A study released in January 2002 compared the experience of nearly 1,000 addicts the year before and the year after treatment. One year after treatment, there was a 69 percent reduction in heroin use, a 48 percent reduction in cocaine use, a 69 percent reduction in getting income by illegal means, and a 38 percent reduction in imprisonment.

In the past 10 years, the city has also seen downward trends in numerous other problems related to drug abuse, including emergency room visits related to cocaine and heroin use; homicides; violent crimes; property crimes; HIV infections linked to injected drugs; and rates of syphilis and gonorrhea.

Joshua M. Sharfstein, Baltimore's health commissioner, said a crucial element in gaining more money for treatment from the city and state governments was the argument that drug abuse was dragging down the entire city, not just its poor and addicted residents.

"People realized it was not only good health care, it would also help move the city forward. It makes the city safe, it stems the flight of people out of Baltimore, and I think it worked," he said.

About $9 million, used for both treatment and advocacy, came from the Open Society Institute, a foundation underwritten by billionaire currency trader George Soros. He said yesterday that he will spend an additional $10 million to help the city maintain its gains and will spend as much as $10 million elsewhere in the country to help other jurisdictions start similar programs.

"It really has produced tangible results," he said during a break between presentations at the two-day conference on public drug-treatment systems at Johns Hopkins University's Bloomberg School of Public Health. "It has been very successful in showing that there are alternative ways of dealing with the drug issue other than through incarceration."

Over the past eight years, his foundation has spent about $50 million in Baltimore to expand addiction treatment, reduce the social and economic costs of incarceration, boost the academic success of inner-city children, and foster local organizations and activists.

Baltimore developed an addiction epidemic in the late 1980s and early 1990s.

Heroin-related emergency room visits doubled from 1990 to 1991, and by 1996 the city had the highest rate of drug-related ER visits in the country. Seventy-five percent of its violent and property crimes were believed to be related to drug use or the drug trade. AIDS became the leading cause of death among black men and the second-leading cause among black women, with most of the infections acquired through drug use.
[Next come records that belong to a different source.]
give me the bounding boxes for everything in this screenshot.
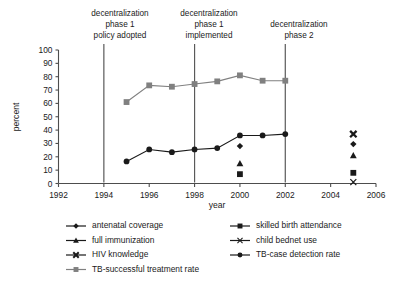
legend-label: TB-case detection rate (256, 249, 341, 259)
annotation-decentralization-phase-1-policy-adopted: decentralization phase 1 policy adopted (91, 9, 149, 40)
marker-x-bold (350, 131, 356, 137)
legend-item-skilled-birth-attendance[interactable]: skilled birth attendance (230, 220, 342, 230)
annotation-decentralization-phase-2: decentralization phase 2 (270, 20, 328, 40)
x-axis-tick-labels: 19921994199619982000200220042006 (49, 190, 385, 200)
chart-legend: antenatal coveragefull immunizationHIV k… (66, 220, 342, 274)
marker-square (260, 78, 266, 84)
legend-label: TB-successful treatment rate (92, 264, 199, 274)
y-axis-tick-labels: 0102030405060708090100 (39, 45, 53, 189)
x-tick-label: 2006 (367, 190, 386, 200)
series-antenatal-coverage (237, 141, 357, 149)
series-skilled-birth-attendance (237, 170, 356, 177)
y-tick-label: 0 (48, 179, 53, 189)
annotation-1-line-2: phase 1 (105, 20, 135, 29)
y-tick-label: 90 (43, 58, 53, 68)
marker-square (237, 72, 243, 78)
marker-square (350, 170, 356, 176)
y-tick-label: 70 (43, 85, 53, 95)
marker-circle (214, 145, 220, 151)
annotation-1-line-3: policy adopted (94, 31, 147, 40)
y-axis: 0102030405060708090100 percent (11, 45, 59, 189)
series-tb-successful-treatment-rate (124, 72, 289, 105)
marker-diamond (237, 143, 243, 149)
x-tick-label: 2004 (321, 190, 340, 200)
y-tick-label: 60 (43, 98, 53, 108)
annotation-2-line-3: implemented (186, 31, 233, 40)
marker-circle (260, 133, 266, 139)
series-hiv-knowledge (350, 131, 356, 137)
marker-square (214, 78, 220, 84)
marker-square (74, 267, 79, 272)
marker-circle (237, 133, 243, 139)
marker-square (192, 81, 198, 87)
annotation-3-line-1: decentralization (270, 20, 328, 29)
series-child-bednet-use (350, 179, 356, 185)
legend-label: skilled birth attendance (256, 220, 342, 230)
marker-x (350, 179, 356, 185)
marker-circle (238, 253, 243, 258)
y-tick-label: 10 (43, 165, 53, 175)
marker-square (238, 224, 243, 229)
marker-circle (282, 131, 288, 137)
chart-svg: decentralization phase 1 policy adopted … (0, 0, 394, 284)
annotation-3-line-2: phase 2 (284, 31, 314, 40)
marker-circle (124, 159, 130, 165)
legend-label: full immunization (92, 235, 155, 245)
legend-item-antenatal-coverage[interactable]: antenatal coverage (66, 220, 164, 230)
annotation-1-line-1: decentralization (91, 9, 149, 18)
marker-circle (146, 147, 152, 153)
marker-square (169, 84, 175, 90)
y-tick-label: 40 (43, 125, 53, 135)
x-tick-label: 1998 (185, 190, 204, 200)
chart-figure: decentralization phase 1 policy adopted … (0, 0, 394, 284)
marker-square (146, 82, 152, 88)
y-tick-label: 50 (43, 112, 53, 122)
x-tick-label: 2000 (231, 190, 250, 200)
data-series-layer (124, 72, 357, 185)
legend-item-hiv-knowledge[interactable]: HIV knowledge (66, 249, 149, 259)
legend-label: antenatal coverage (92, 220, 164, 230)
event-vertical-lines (104, 44, 285, 183)
annotation-decentralization-phase-1-implemented: decentralization phase 1 implemented (180, 9, 238, 40)
legend-item-tb-successful-treatment-rate[interactable]: TB-successful treatment rate (66, 264, 199, 274)
marker-diamond (350, 141, 356, 147)
y-tick-label: 100 (39, 45, 53, 55)
marker-square (237, 171, 243, 177)
y-tick-label: 20 (43, 152, 53, 162)
legend-item-tb-case-detection-rate[interactable]: TB-case detection rate (230, 249, 341, 259)
x-tick-label: 1994 (95, 190, 114, 200)
series-tb-case-detection-rate (124, 131, 289, 164)
marker-square (282, 78, 288, 84)
marker-triangle (237, 160, 244, 166)
marker-diamond (73, 223, 78, 228)
series-full-immunization (237, 152, 357, 166)
legend-item-full-immunization[interactable]: full immunization (66, 235, 155, 245)
x-tick-label: 1996 (140, 190, 159, 200)
marker-circle (169, 149, 175, 155)
x-tick-label: 2002 (276, 190, 295, 200)
annotation-2-line-1: decentralization (180, 9, 238, 18)
legend-item-child-bednet-use[interactable]: child bednet use (230, 235, 317, 245)
legend-label: child bednet use (256, 235, 317, 245)
x-axis-title: year (209, 200, 226, 210)
y-axis-title: percent (11, 102, 21, 131)
y-tick-label: 80 (43, 72, 53, 82)
marker-square (124, 99, 130, 105)
marker-circle (192, 147, 198, 153)
y-tick-label: 30 (43, 138, 53, 148)
legend-label: HIV knowledge (92, 249, 149, 259)
x-tick-label: 1992 (49, 190, 68, 200)
marker-triangle (350, 152, 357, 158)
x-axis: 19921994199619982000200220042006 year (49, 184, 385, 211)
annotation-2-line-2: phase 1 (194, 20, 224, 29)
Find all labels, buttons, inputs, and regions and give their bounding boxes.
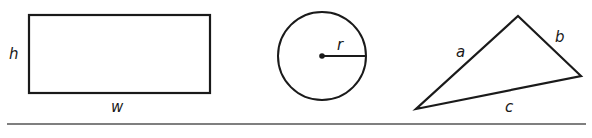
- shapes-diagram: h w r a b c: [0, 0, 592, 138]
- triangle-side-a-label: a: [456, 43, 465, 61]
- triangle-side-b-label: b: [555, 28, 565, 46]
- circle-center-dot: [319, 53, 325, 59]
- circle-radius-label: r: [337, 36, 344, 54]
- rectangle-shape: [29, 15, 210, 93]
- triangle-figure: a b c: [416, 16, 581, 116]
- rectangle-figure: h w: [9, 15, 210, 116]
- circle-figure: r: [278, 12, 366, 100]
- rectangle-width-label: w: [111, 98, 124, 116]
- rectangle-height-label: h: [9, 45, 19, 63]
- triangle-side-c-label: c: [505, 98, 514, 116]
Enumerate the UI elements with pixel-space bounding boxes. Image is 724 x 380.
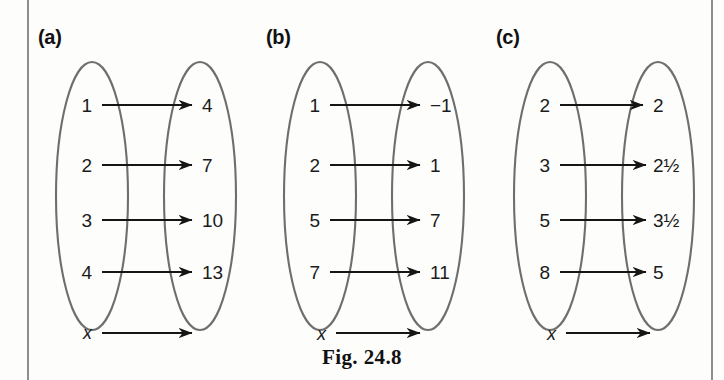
range-value: 5 (653, 263, 664, 282)
range-value: 2 (653, 96, 664, 115)
domain-value: 1 (81, 96, 92, 115)
domain-set-ellipse (514, 62, 586, 330)
mapping-diagram-b (258, 0, 488, 380)
mapping-panel-b: (b) 1 2 5 7 x −1 1 7 11 (258, 0, 488, 380)
mapping-panel-a: (a) 1 2 3 4 x 4 7 10 13 (30, 0, 260, 380)
domain-value: 5 (309, 211, 320, 230)
domain-value: 4 (81, 263, 92, 282)
domain-variable: x (547, 325, 556, 343)
mapping-diagram-a (30, 0, 260, 380)
range-value: 7 (430, 211, 441, 230)
domain-value: 2 (309, 156, 320, 175)
mapping-diagram-c (488, 0, 718, 380)
domain-variable: x (83, 324, 92, 342)
figure-caption: Fig. 24.8 (0, 345, 724, 370)
domain-value: 3 (81, 211, 92, 230)
domain-variable: x (317, 325, 326, 343)
domain-value: 8 (539, 263, 550, 282)
range-value: 10 (202, 211, 223, 230)
domain-value: 5 (539, 211, 550, 230)
range-value: 7 (202, 156, 213, 175)
domain-set-ellipse (56, 62, 128, 330)
range-value: 1 (430, 156, 441, 175)
page-margin-rule-left (27, 0, 29, 380)
range-value: 4 (202, 96, 213, 115)
range-set-ellipse (164, 62, 236, 330)
range-value: 13 (202, 263, 223, 282)
domain-value: 2 (539, 96, 550, 115)
mapping-panel-c: (c) 2 3 5 8 x 2 2½ 3½ 5 (488, 0, 718, 380)
range-value: −1 (430, 96, 452, 115)
range-value: 11 (430, 263, 450, 282)
domain-set-ellipse (284, 62, 356, 330)
range-value: 2½ (653, 156, 679, 175)
domain-value: 2 (81, 156, 92, 175)
range-value: 3½ (653, 211, 679, 230)
domain-value: 7 (309, 263, 320, 282)
range-set-ellipse (392, 62, 464, 330)
domain-value: 1 (309, 96, 320, 115)
domain-value: 3 (539, 156, 550, 175)
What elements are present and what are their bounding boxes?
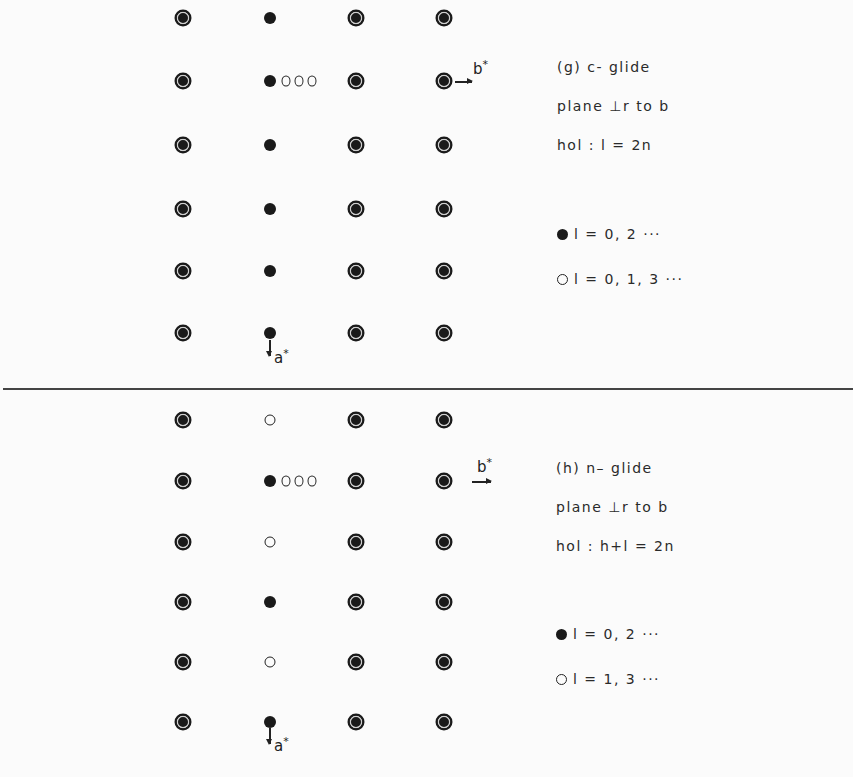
ringed-reflection-spot	[348, 473, 365, 490]
ringed-reflection-spot	[175, 473, 192, 490]
ringed-reflection-spot	[175, 412, 192, 429]
legend-open: l = 1, 3 ···	[556, 671, 660, 687]
ringed-reflection-spot	[348, 594, 365, 611]
ringed-reflection-spot	[348, 714, 365, 731]
filled-reflection-spot	[264, 716, 276, 728]
panel-title: (h) n– glide	[556, 460, 653, 476]
filled-reflection-spot	[264, 596, 276, 608]
ringed-reflection-spot	[436, 412, 453, 429]
ringed-reflection-spot	[175, 714, 192, 731]
a-star-label: a*	[274, 735, 289, 755]
filled-reflection-spot	[264, 475, 276, 487]
legend-filled: l = 0, 2 ···	[556, 626, 660, 642]
open-reflection-spot	[265, 657, 276, 668]
open-reflection-spot	[265, 537, 276, 548]
open-reflection-spot	[282, 476, 291, 487]
open-circle-icon	[556, 674, 567, 685]
b-star-label: b*	[477, 456, 492, 476]
ringed-reflection-spot	[436, 473, 453, 490]
reflection-condition: hol : h+l = 2n	[556, 538, 675, 554]
ringed-reflection-spot	[175, 534, 192, 551]
plane-description: plane ⊥r to b	[556, 499, 669, 515]
ringed-reflection-spot	[348, 412, 365, 429]
ringed-reflection-spot	[436, 534, 453, 551]
ringed-reflection-spot	[175, 654, 192, 671]
a-star-arrow	[269, 728, 271, 744]
filled-circle-icon	[556, 629, 567, 640]
ringed-reflection-spot	[175, 594, 192, 611]
ringed-reflection-spot	[436, 714, 453, 731]
b-star-arrow	[472, 481, 491, 483]
ringed-reflection-spot	[348, 534, 365, 551]
open-reflection-spot	[265, 415, 276, 426]
open-reflection-spot	[295, 476, 304, 487]
ringed-reflection-spot	[436, 654, 453, 671]
panel-n-glide: b* a* (h) n– glide plane ⊥r to b hol : h…	[0, 0, 853, 777]
ringed-reflection-spot	[436, 594, 453, 611]
open-reflection-spot	[308, 476, 317, 487]
ringed-reflection-spot	[348, 654, 365, 671]
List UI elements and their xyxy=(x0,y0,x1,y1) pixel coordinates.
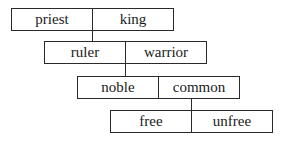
cell-priest: priest xyxy=(12,9,92,30)
cell-king: king xyxy=(92,9,173,30)
cell-noble: noble xyxy=(78,77,158,98)
cell-common: common xyxy=(158,77,239,98)
connector-1-2 xyxy=(92,31,93,41)
level-2-box: ruler warrior xyxy=(44,41,207,64)
connector-2-3 xyxy=(125,64,126,76)
level-1-box: priest king xyxy=(11,8,174,31)
cell-unfree: unfree xyxy=(191,111,272,132)
cell-warrior: warrior xyxy=(125,42,206,63)
cell-free: free xyxy=(111,111,191,132)
connector-3-4 xyxy=(191,99,192,110)
cell-ruler: ruler xyxy=(45,42,125,63)
level-4-box: free unfree xyxy=(110,110,273,133)
level-3-box: noble common xyxy=(77,76,240,99)
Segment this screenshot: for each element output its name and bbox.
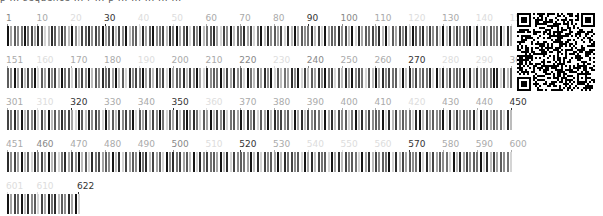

Two local foundations -- Abell and Weinberg -- called for more government investment in drug treatment and invested some of their own money.

Over the years, the city adopted controversial and innovative strategies. It began needle exchange for addicts in 1994. In the past two years, it has trained nearly 1,600 addicts and their loved ones how to do CPR and use naloxone (Narcan), an injected medicine that rapidly reverses opiate overdoses. As of the end of last year, 194 overdoses had been aborted, according to the data presented yesterday.

Soros, who is Hungarian by birth and lives in New York, had no connection to Baltimore before he chose it as a test site for investing in various social and economic policies he supports. New Haven, Conn., was the other place he considered.

Kurt L. Schmoke, a former prosecutor who was elected mayor of Baltimore in 1987, gained national attention when he advocated decriminalization of illicit drugs in a 1988 speech to the U.S. Conference of Mayors. Over his three terms in office, he became a leading advocate for the view that drug addiction should be viewed as a health problem, not a criminal problem.